Issue |
A&A
Volume 566, June 2014
|
|
---|---|---|
Article Number | A113 | |
Number of page(s) | 9 | |
Section | Planets and planetary systems | |
DOI | https://doi.org/10.1051/0004-6361/201323345 | |
Published online | 23 June 2014 |
The properties of planets around giant stars⋆,⋆⋆
1 Department of Electrical Engineering and Center of Astro-Engineering UC, Pontificia Universidad Católica de Chile, Av. Vicuña Mackenna 4860, 782-0436 Macul, Santiago Chile
e-mail: mjones@aiuc.puc.cl
2 Departamento de Astronomía, Universidad de Chile, Camino El Observatorio 1515, Casilla 36-D Las Condes, Santiago, Chile
3 Departamento de Astronomía, Universidad de Concepción, Casilla 160- C Concepción, Chile
4 Department of Astronomy, Cornell University, 610 Space Sciences Building, Ithaca NY14853-6801, USA
5 European Southern Observatory, Casilla 19001 Santiago, Chile
Received: 27 December 2013
Accepted: 22 April 2014
Context. More than 50 exoplanets have been found around giant stars, revealing different properties when compared to planets orbiting solar-type stars. In particular, they are super-Jupiters and are not found orbiting interior to ~0.5 AU.
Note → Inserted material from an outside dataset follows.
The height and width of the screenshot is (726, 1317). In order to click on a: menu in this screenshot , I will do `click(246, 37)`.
Aims. We are conducting a radial velocity study of a sample of 166 giant stars aimed at studying the population of close-in planets orbiting giant stars and how their orbital and physical properties are influenced by the post-MS evolution of the host star.
Methods. We have collected multiepoch spectra for all of the targets in our sample. We have computed precision radial velocities from FECH/CHIRON and FEROS spectra, using the I2 cell technique and the simultaneous calibration method, respectively.
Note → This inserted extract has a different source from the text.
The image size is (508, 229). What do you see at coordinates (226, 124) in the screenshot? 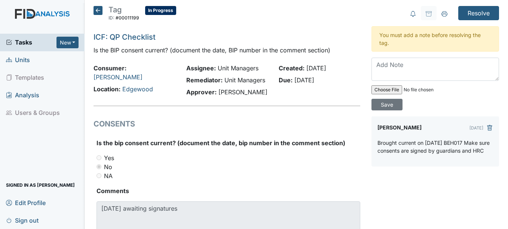
I see `h1: CONSENTS` at bounding box center [226, 124].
Results. We present the discovery of a massive planet around the giant star HIP 105854. The best Keplerian fit to the data leads to an orbital distance of 0.81 ± 0.03 AU, an eccentricity of 0.02 ± 0.03 and a projected mass of 8.2 ± 0.2 MJ. With the addition of this new planet discovery, we performed a detailed analysis of the orbital properties and mass distribution of the planets orbiting giant stars. We show that there is an overabundance of planets around giant stars with a ~ 0.5 − 0.9 AU, which might be attributed to tidal decay. Additionally, these planets are significantly more massive than those around MS and subgiant stars, suggesting that they grow via accretion either from the stellar wind or by mass transfer from the host star. Finally, we show that planets around evolved stars have lower orbital eccentricities than those orbiting solar-type stars, which suggests that they are either formed in different conditions or that their orbits are efficiently circularized by interactions with the host star.
Key words: planetary systems / techniques: radial velocities / stars: evolution
Based on observations collected at La Silla – Paranal Observatory under programs IDs 085.C-0557, 087.C.0476, 089.C-0524 and 090.C-0345.